Out of vocabulary problem is very common problem in NLP, it can be seen in text classification, named entity recognition, information retrieval, etc.
It is caused by multiple reasons and there are multiple solutions for it.
Reasons for OOV
typos
Typos is great source to generate OOV word, especially on mobile phones without spell correction. You can easily type hello
as helo
different vocabularies
If your model is trained with a limited dataset, it is very likely you have a limited vocabulary. When you apply your model to new data, your model will fail to recognize some words. As for the reason to have a limited trainign data, there are many reasons, e.g.
- new words are being created every second
- you cannot afford to annotate too many data
Solutions
Ignore
Ignoring is probably the worst solution of all, that means the model pretends to not see the word.
UNK word
This solution is to reserve a dimension in feature space, it may eliminate some impact of OOV word, but very limited. Especially the OOV word plays an important role in the NLP task, e.g. some positive and negative words are OOV words in sentiment analysis.
Feature Hashing
Feature hashing is not really designed for the OOV words, The idea is to blindly trust the hash collision to bring some good luck to the model. Of course it can go south a lot.
Spell check
If you have observed a lot of OOV words are caused by typos(e.g. chatbot), it is pretty natural to use spell check, but one caveat is that, the spell check may over-correct some correct words, you have to use the corrected words as additional feature and combine this with other solutions together.
Subword
I learned it from Facebook’s fasttext
library, it breaks down the word/string to multiple consecutive characters. For example, if you want to break hello world
into 3-gram-char pieces within the word, you will have features like hel
, ell
, llo
, wor
, orl
, rld
. If you want to break the string into pieces, aka across the words, some additional features apart from the previous ones are lo⎵
, o⎵w
, ⎵wo
(⎵
means white space).
scikit-learn
already has it as a built-in feature, check the Vectoriziers
under sklearn.feature_extraction.text
, the analyzer
parameter has a char
and char_wb
options, it corresponds to subword across words
and subword within word
accordingly.
In fact, it is also used in MinHash
and SimHash
for near-duplicate detection. Ask google for more details.
Wordpiece/BPE/ULM
Those methods work similiarly like the Subword
method, but more intelligently. Long word in short:
- Wordpiece predefines a likelihood threshold or vocabulary size,
- initialize with characters in the training data
- train a lanuage model
- combine the word units that increase the likelihood of training data the most
- until it hits the predefined conditions.

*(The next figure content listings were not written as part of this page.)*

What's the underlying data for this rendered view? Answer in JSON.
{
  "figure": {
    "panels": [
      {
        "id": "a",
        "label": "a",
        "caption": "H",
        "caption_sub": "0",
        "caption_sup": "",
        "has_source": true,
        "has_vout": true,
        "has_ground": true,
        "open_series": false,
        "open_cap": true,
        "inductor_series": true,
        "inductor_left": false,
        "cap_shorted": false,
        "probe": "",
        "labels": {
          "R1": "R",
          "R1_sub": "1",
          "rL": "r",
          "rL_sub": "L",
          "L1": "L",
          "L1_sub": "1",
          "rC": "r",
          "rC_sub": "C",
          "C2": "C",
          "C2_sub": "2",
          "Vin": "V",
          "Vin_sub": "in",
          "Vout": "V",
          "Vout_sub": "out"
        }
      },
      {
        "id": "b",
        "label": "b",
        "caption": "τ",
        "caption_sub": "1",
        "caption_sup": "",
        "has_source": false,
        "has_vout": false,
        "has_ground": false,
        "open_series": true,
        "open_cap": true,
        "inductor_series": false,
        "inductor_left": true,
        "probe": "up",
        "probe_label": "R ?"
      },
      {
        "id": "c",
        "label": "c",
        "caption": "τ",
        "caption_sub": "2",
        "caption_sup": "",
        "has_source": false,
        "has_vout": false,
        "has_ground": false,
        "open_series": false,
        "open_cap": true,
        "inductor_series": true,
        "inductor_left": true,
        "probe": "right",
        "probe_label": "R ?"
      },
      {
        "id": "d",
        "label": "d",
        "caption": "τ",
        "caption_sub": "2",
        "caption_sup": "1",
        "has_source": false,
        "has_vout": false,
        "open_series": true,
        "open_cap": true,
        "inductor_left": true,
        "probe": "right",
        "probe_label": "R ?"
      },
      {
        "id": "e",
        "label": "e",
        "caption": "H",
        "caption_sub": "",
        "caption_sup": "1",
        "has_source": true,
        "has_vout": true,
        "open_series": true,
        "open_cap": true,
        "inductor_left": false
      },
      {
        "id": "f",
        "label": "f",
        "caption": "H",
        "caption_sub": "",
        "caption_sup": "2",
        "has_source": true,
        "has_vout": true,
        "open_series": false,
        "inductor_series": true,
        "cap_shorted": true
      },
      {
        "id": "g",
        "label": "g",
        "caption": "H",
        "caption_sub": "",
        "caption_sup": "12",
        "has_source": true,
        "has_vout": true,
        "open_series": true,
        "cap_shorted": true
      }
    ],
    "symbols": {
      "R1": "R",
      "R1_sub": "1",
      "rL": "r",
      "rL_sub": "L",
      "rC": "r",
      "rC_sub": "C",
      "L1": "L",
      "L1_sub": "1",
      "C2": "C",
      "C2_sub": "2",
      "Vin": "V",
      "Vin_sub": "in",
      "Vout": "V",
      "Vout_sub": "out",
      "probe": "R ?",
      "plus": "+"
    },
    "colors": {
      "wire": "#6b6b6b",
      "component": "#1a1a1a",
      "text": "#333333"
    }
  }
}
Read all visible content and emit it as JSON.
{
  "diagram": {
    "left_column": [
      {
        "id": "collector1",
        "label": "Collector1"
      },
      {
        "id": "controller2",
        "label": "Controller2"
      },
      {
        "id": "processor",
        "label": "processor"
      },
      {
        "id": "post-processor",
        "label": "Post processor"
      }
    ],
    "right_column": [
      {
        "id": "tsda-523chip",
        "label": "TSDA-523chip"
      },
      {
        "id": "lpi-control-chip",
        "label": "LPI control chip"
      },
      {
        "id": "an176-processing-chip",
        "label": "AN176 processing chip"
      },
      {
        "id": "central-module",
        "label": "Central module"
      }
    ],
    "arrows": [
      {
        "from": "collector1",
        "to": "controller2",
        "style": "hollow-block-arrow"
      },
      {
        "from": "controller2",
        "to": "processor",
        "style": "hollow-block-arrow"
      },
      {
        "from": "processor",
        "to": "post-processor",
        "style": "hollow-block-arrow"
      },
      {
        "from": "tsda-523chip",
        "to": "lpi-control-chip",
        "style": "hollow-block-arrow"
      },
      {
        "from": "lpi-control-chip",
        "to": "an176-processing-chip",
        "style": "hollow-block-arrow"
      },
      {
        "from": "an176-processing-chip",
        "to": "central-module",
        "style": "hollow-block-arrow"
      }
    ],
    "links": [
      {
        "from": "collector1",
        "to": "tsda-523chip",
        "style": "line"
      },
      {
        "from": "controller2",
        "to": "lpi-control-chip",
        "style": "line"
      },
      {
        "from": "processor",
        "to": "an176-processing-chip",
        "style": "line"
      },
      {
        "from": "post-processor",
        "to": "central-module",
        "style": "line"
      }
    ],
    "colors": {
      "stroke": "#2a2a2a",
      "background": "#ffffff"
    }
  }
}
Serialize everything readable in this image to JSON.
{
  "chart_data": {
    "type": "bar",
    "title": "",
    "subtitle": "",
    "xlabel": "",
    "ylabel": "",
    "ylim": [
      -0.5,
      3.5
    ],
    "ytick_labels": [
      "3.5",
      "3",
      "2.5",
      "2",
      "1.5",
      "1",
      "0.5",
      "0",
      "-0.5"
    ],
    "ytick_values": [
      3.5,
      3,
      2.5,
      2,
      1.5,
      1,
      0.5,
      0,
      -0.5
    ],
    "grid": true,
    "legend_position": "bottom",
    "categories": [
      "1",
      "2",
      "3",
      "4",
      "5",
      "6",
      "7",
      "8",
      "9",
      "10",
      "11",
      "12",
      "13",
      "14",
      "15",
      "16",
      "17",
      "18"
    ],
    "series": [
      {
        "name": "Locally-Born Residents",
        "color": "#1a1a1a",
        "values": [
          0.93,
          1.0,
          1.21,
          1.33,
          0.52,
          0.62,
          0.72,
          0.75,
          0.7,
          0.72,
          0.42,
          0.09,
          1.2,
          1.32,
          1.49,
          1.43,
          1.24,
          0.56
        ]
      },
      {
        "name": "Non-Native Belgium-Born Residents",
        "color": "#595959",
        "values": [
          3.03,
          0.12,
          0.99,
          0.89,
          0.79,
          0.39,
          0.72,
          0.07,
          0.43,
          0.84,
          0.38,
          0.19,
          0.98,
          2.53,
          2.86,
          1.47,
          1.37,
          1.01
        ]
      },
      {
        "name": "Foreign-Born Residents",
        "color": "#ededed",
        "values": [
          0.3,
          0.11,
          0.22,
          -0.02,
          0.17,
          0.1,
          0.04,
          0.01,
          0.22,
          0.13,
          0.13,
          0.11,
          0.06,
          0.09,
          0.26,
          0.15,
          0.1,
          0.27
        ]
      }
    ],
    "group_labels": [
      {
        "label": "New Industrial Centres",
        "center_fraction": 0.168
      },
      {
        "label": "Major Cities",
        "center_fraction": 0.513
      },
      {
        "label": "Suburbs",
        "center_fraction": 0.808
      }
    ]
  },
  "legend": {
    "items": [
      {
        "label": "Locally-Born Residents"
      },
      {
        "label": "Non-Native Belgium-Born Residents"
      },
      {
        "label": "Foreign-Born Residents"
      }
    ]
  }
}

- BPE(Bypte Pair Encoding) predefines a vocabulary size, and merge the most frequent word pieces(start from letters in English) until reach the desired vocabulary size
- ULM(Unigram Language Model) also leverage the language model to segement words into subwords, but gives multiple subword segmentations with probabilites.
External knowledge
External knoledge can be as simple as synonym words, or as complex as knowledge graph, the purpose is to tech the model with prior knowledge apart from the training data. I have seen that being employed in low resource scenarios.
Reference
- Schuster, Mike, and Kaisuke Nakajima. “Japanese and korean voice search.” 2012 IEEE International Conference on Acoustics, Speech and Signal Processing (ICASSP). IEEE, 2012.
- Sennrich, Rico, Barry Haddow, and Alexandra Birch. “Neural machine translation of rare words with subword units.” arXiv preprint arXiv:1508.07909 (2015).
- Kudo, Taku. “Subword regularization: Improving neural network translation models with multiple subword candidates.” arXiv preprint arXiv:1804.10959 (2018).